Searching for Stories

 

Uragh Stone Circle, Ireland, by mozzercork, creative commons licenseI had never considered myself to be remotely Irish, even though my mother’s maiden name practically screams its origins with an unsubtle brogue and a fanfare of haunting pipe music blasting from across the Atlantic carrying the tune straight from Éirinn’s green hills.  Her family has been here for generations, and not even the oldest in her family is likely to remember any ancestor cooking a traditional Irish dish, or chasing leprechauns, or muttering in Gaelic when someone tracked mud into the house.

I used to complain to her that she couldn’t understand the misery of having a surname that kids found easy to turn into insults, and she quickly corrected my ignorance by telling me that kids in her day rhymed her surname with “baloney.”  I still thought I had drawn the shorter straw, because my pain affected me, and her long ago pain was not mine.

To be certain, I had no idea about the origins of “Barnes.” The children on the playground, however, were very certain they knew where the name had originated, and it was not a country. Frankly, I was afraid that their guesses might end up being more correct than I was willing to admit on the mean streets of the playground. While it was easy to refute the implications of “being born in a barn,”  and the suggestions that my heritage might not be entirely human, I had uneasy feelings about the humble origins of the ultimate derivation of my last name, and I really didn’t want to offer any additional ammunition to those merciless monsters of mockery.

And here I am many <mumblecoughyears> later, learning that my Barnes ancestor likely came here from Ireland. Like my mother’s ancestors, the Barnes family has been here for centuries, and if there was a family recipe for colcannon or boxty, well, it’s been lost. Possibly on purpose. 

While I always had hoped that I might go and see Ireland, I never expected to have any sorts of actual roots there. Any kinship I have felt with the land has been with those crafters of stories and words that have come from that far away place. I often think about how “the snow was general all over Ireland,” and how it fell “upon all the living and the dead.”

I have thought about the legends that have inspired me in my formative years, of a place where magic and mystery lingered in the very rocks and trees of an ancient land where children might find a snowy wood and a lamppost in the back of a wardrobe. 

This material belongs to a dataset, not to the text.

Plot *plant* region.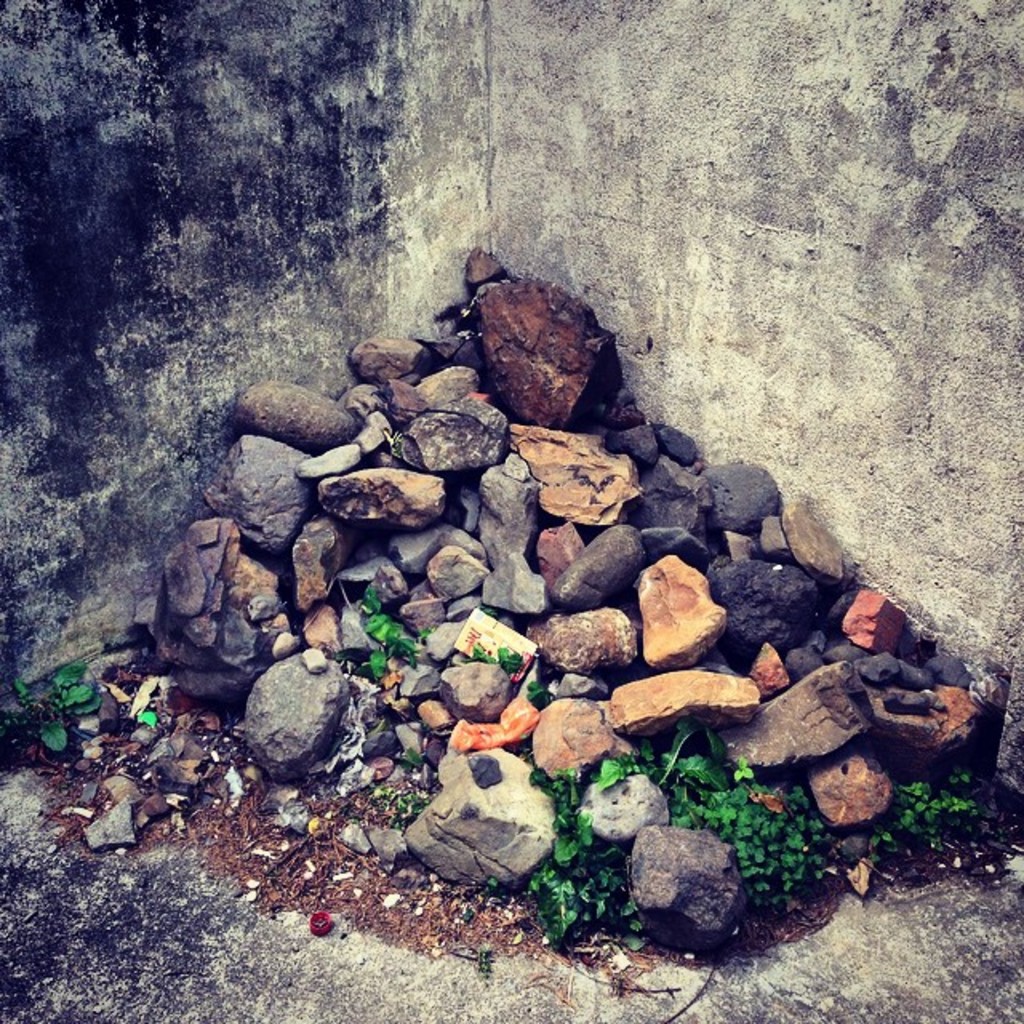
Plotted at x1=523 y1=678 x2=546 y2=699.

In short order, I will see those “dark mutinous Shannon waves,” and lonely churchyards with “crooked crosses and headstones,” and perhaps see upon them names that look like my own. I will wonder about their stories and what they knew of the mysteries that lurked in these places they called home. Perhaps they will share some of their stories. I just hope they don’t feel the need to leave the churchyard.